Could Strong Hands Mean a Longer Life?

A study finds that grip strength is a stronger predictor of future health than blood pressure, though the reasons why remain unclear.

Your hands say a lot about you, and your fate. A detective might use them to infer your social class or occupation. A palmist might use them to predict your luck in love. And in the realm of actual science, a new report suggests a doctor could use your hands—specifically, your grip strength—to gauge your health and risk of dying over the next few years.

Medical researchers have thought for a while that grip strength was a good indicator of health. After all, strong muscles are one aspect of overall fitness, and overall fitness clearly has something to do with cardiovascular health, and your risk of dropping dead in the next year. But most of the studies that back up that claim are limited—one, for example, focused entirely on Swedish young men aged 16 to 19, and the bulk of the research has been conducted in high-income countries, like Sweden and the United States.

Now, 25 researchers representing the Prospective Urban and Rural Epidemiological Study have confirmed grip strength’s ability to measure overall health in people around the world. As it turns out, grip may be a better indicator of health than standard screening measures such as blood pressure and exercise habits.

For every five-kilogram decrease in grip strength, the risk of dying within four years increased by 16 percent.

Compared with past research, the PURE study has a major advantage: a sample of nearly 140,000 people from countries around the world. Each of those individuals went through an initial interview and health screening, which included measuring grip strength. The team followed up an average of four years later to determine how participants’ health had changed. Over that time, 2.4 percent of the participants died from a variety of afflictions.

Grip strength was a surprisingly strong indicator of death and cardiovascular disease. After adjusting for demographic and health factors, such as exercise habits and medical history, the PURE team concluded that for every five-kilogram decrease in grip strength, the risk of dying within four years increased by 16 percent, and the risk of dying from cardiovascular disease—a heart attack or stroke, for example—increased by 17 percent. Though the effects were weaker, a five-kilo decrease in grip strength was also associated with a seven percent higher risk of having a heart attack and a nine percent increase in the risk of stroke. In fact, researchers even found that grip strength had more than twice as large an association with mortality rates as blood pressure, which is a nearly universal measure.

“Our study suggests that measurement of grip strength is a simple, inexpensive risk-stratifying method to assess risk of death,” in countries around the world, the team writes today in The Lancet. Still, they emphasize that weak muscles are just an indicator, and not a cause, of death—working that stress ball or spring grip probably isn’t going to doing that much for your health.

Quick Studies is an award-winning series that sheds light on new research and discoveries that change the way we look at the world.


** Problem to solve **
In the material below, find each line that contains the word "Trends" and copy it.

** Material for the task **

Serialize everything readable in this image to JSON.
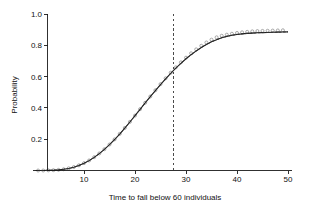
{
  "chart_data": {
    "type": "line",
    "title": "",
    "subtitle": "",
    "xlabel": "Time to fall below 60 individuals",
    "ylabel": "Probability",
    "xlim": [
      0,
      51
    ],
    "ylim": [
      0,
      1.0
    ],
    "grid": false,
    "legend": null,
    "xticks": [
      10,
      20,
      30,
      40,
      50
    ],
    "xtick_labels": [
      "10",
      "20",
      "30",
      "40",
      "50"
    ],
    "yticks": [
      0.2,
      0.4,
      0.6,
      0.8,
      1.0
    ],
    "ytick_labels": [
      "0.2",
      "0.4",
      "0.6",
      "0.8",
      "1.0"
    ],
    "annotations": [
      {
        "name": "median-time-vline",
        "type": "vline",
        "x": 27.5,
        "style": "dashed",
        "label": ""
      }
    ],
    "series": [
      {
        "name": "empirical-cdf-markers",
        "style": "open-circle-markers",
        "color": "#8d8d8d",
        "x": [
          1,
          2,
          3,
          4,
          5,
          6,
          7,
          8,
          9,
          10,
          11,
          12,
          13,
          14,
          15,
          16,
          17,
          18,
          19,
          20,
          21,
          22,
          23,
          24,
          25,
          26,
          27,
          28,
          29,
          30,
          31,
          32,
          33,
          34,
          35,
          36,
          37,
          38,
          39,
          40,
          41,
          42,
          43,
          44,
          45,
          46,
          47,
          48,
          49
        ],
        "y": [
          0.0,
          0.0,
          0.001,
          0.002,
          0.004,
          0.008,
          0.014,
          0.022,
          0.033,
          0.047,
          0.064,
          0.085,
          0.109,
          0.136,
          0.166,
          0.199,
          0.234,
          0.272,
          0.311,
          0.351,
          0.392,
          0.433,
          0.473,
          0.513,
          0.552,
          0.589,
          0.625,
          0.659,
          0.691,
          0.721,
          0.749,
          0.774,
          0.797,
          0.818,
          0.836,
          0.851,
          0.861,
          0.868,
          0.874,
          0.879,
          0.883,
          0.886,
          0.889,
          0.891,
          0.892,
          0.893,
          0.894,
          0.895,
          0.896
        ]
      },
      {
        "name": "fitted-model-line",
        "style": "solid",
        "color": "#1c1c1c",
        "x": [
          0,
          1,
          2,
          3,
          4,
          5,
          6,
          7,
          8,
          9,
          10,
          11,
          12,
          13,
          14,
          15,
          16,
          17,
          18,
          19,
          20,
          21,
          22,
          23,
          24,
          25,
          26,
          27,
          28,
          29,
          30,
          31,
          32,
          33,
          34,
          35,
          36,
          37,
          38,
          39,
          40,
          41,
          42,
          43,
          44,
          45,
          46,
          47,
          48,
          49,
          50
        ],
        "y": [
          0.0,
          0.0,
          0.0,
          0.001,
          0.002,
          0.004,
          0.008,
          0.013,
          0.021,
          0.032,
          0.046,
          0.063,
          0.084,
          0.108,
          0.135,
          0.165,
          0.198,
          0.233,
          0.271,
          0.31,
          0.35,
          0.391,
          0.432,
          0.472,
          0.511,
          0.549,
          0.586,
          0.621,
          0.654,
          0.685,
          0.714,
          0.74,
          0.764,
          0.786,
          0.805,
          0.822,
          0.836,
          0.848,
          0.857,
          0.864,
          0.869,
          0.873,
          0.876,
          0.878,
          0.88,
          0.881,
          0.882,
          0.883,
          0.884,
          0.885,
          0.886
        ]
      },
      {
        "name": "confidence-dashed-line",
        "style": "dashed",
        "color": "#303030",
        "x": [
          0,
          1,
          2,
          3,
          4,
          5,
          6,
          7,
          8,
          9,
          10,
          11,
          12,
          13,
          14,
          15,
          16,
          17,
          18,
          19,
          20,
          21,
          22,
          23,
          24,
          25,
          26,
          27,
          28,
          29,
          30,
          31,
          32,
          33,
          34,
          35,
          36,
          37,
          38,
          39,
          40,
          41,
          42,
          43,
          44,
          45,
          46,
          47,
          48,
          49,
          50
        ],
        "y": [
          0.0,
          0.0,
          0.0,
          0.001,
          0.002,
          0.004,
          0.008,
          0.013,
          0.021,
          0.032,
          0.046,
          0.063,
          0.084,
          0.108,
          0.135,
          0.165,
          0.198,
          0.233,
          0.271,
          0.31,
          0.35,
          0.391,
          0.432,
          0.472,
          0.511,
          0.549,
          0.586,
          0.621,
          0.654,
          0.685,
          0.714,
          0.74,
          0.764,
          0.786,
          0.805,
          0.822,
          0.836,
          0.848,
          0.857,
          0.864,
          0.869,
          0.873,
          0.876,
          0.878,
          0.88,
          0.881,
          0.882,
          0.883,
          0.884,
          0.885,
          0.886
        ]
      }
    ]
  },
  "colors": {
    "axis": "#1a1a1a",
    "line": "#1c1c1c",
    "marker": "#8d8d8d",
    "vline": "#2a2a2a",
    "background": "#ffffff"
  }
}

==

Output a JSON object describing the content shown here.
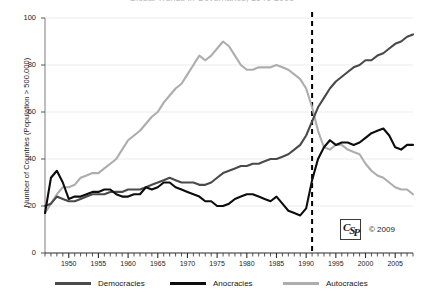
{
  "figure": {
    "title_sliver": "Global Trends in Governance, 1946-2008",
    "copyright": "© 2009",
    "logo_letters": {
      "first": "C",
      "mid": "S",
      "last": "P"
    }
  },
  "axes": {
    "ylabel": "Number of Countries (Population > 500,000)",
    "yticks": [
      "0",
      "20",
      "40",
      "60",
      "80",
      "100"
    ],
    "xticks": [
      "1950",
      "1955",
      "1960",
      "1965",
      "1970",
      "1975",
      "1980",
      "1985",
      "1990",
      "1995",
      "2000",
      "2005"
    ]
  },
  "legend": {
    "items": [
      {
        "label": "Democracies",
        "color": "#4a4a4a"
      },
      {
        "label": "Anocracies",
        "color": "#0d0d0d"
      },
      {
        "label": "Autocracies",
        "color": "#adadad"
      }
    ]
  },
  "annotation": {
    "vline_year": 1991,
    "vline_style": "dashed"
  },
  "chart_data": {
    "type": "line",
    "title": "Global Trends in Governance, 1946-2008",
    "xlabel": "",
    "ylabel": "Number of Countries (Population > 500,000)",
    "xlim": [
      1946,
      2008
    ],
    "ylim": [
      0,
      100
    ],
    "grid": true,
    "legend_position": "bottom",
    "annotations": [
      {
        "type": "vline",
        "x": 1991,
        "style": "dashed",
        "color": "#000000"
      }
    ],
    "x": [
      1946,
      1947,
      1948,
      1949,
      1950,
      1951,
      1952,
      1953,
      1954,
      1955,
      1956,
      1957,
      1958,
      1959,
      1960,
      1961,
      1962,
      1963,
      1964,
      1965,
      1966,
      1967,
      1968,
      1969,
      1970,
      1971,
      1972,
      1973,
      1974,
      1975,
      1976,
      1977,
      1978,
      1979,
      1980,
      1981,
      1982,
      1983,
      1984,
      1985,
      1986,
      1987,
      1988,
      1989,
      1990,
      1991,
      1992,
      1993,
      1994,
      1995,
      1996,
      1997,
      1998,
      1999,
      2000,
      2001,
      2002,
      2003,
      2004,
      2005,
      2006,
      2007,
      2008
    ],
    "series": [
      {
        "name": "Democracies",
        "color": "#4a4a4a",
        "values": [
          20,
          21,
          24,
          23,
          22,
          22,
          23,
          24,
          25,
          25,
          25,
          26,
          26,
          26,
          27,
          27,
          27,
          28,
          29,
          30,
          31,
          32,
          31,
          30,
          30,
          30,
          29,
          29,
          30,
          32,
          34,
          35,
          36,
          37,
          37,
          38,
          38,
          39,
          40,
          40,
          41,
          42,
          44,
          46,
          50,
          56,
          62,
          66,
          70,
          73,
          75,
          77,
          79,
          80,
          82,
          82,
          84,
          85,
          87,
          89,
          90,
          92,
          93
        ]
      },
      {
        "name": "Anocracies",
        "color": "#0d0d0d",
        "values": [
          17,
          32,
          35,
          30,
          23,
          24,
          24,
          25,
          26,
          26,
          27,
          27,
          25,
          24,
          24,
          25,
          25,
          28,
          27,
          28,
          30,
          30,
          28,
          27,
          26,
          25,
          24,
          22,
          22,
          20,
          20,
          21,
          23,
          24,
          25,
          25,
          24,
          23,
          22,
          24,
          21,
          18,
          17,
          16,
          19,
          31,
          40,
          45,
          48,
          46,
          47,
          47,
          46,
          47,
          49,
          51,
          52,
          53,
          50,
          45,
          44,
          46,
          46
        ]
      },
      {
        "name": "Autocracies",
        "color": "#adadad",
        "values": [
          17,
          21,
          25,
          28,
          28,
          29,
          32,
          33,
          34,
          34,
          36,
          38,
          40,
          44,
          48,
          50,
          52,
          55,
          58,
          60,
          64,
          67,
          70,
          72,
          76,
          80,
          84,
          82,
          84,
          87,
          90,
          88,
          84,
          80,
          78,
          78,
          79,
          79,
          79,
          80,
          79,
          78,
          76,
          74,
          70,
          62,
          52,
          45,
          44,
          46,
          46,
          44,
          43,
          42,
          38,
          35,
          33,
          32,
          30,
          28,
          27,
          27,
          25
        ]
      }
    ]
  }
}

--

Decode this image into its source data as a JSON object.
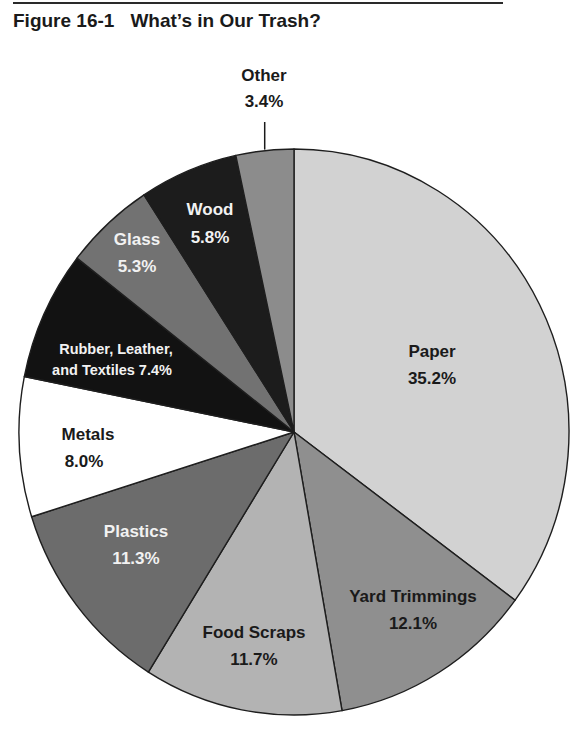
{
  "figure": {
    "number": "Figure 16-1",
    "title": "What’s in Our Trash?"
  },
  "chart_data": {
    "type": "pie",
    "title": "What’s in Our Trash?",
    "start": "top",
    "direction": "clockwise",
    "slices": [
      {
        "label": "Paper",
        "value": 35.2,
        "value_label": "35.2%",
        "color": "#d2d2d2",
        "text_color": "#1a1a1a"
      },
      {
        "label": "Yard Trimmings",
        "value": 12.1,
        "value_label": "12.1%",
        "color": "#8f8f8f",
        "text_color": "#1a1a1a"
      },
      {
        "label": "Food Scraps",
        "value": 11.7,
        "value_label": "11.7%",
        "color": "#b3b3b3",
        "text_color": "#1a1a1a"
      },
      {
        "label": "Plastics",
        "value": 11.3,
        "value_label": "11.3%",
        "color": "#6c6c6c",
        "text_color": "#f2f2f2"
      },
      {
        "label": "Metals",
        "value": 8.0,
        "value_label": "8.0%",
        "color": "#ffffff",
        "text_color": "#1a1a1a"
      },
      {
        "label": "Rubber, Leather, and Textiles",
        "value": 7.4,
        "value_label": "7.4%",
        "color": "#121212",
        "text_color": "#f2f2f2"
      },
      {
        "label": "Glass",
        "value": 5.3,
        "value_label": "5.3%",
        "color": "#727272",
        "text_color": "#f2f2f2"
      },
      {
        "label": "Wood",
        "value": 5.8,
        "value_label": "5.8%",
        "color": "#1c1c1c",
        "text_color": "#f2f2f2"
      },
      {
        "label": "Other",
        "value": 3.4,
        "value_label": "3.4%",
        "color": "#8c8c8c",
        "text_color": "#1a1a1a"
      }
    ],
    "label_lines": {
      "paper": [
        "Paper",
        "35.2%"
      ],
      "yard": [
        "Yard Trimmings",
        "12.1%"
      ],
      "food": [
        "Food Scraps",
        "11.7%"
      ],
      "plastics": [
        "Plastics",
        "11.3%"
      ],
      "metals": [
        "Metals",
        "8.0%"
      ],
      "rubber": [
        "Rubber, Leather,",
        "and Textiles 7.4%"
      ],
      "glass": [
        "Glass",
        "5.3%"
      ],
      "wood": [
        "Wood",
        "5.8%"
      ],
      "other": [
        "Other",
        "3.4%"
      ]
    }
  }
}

** Answer to the exercise **
    "title_sliver": "Global Trends in Governance, 1946-2008",
    "title": "Global Trends in Governance, 1946-2008",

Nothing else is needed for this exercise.